Four-toed Salamander

Hemidactylium scutatum (Temminck and Schlegel, 1838)

four-toed salamander

Key Characters: 4 rather than 5 toes on hind feet; circular constriction at base of tail.

Similar Species: Juvenile Eastern Newt, juvenile Spotted Dusky Salamander, Red-backed Salamander, Northern Zigzag Salamander. See Key to Adult and Larval Salamanders of Illinois for help with identification.

Subspecies: None recognized.

four-toed salamander

Description: A small (up to 10 cm TL), slender, reddish brown salamander with a black-spotted ivory-white belly. Costal grooves extend to midline of back. Snout distinctly pale brown. Some individuals have a broad pale brown stripe down midback. Tail breaks off easily.

four-toed salamander

Habitat: Boggy pools or spring-fed ravines in undisturbed or mature deciduous forests. Several localities are second-growth woods in soggy soil below dams of man-made lakes.

Natural History: Terrestrial adults occupy moist, rotten logs and feed on a variety of arthropods on forest floor. Mating occurs in autumn, before hibernation. During April – May, female broods 20-60 moderately large (2.5-3 mm diameter) eggs laid in a cavity a few inches above water within mats of moss or leaves, within logs, under rocks, or along spring-fed streams or pools.

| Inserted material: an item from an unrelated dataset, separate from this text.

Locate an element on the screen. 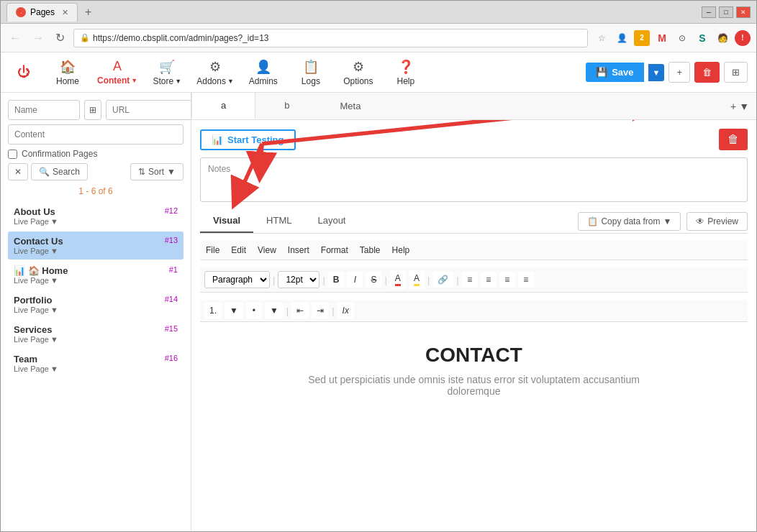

Within two months, hatchlings fall or wriggle into water where they develop into high-finned aquatic larvae.

Distribution Notes: Since the publication of Smith (1961), almost a dozen new locations have been documented for H. scutatum, and they have been throughout the state. More populations are likely to be discovered.

Status: Threatened in Illinois. A few scattered localities are relics of post-glacial times when range was more continuous and northern forests covered much of Illinois. Populations in Cook and Lake counties probably extirpated by habitat destruction.

EtymologyHemidactylium -hemi (Greek) for half; daktylos (Greek) finger, daktylikos (Greek) ‘of the finger’; scutatum – sctutatus (Latin) for shield-shaped, ‘armed with a shield’.

Original Description: Temminck, C. J., and H. Schlegel. 1838. Fauna Japonica sive Descriptio animalium, quae in itinere per Japonianum, jussu et auspiciis superiorum, qui summum in India Batava Imperium tenent, suscepto, annis 1823-1830 colleget, notis observationibus et adumbrationibus illustratis. Volume 3 (Chelonia, Ophidia, Sauria, Batrachia) [Leiden]: J. G. Lalau.

Type Specimen: Holotype, RMNH 2301.

Type Locality: “Nashville, Tenn.” = Davidson County, TN, USA.

Original Name: Salamandra scutata Temminck and Schlegel, 1838

Nomenclatural History: H. scutatum was transferred to several genera including Cotobotes, Desmodactylus, Batrachoseps, before being transferred to the current genus, Hemidactylium by Dunn (1926, Salamanders of the Family Plethodontidae:196).  One junior synonym, Salamandra melanosticta Gibbes (1845, Boston J. Nat. Hist., 5: 89) exists.  It was synonymized by Baird, 1850 “1849”, J. Acad. Nat. Sci. Philadelphia, Ser. 2, 1: 286.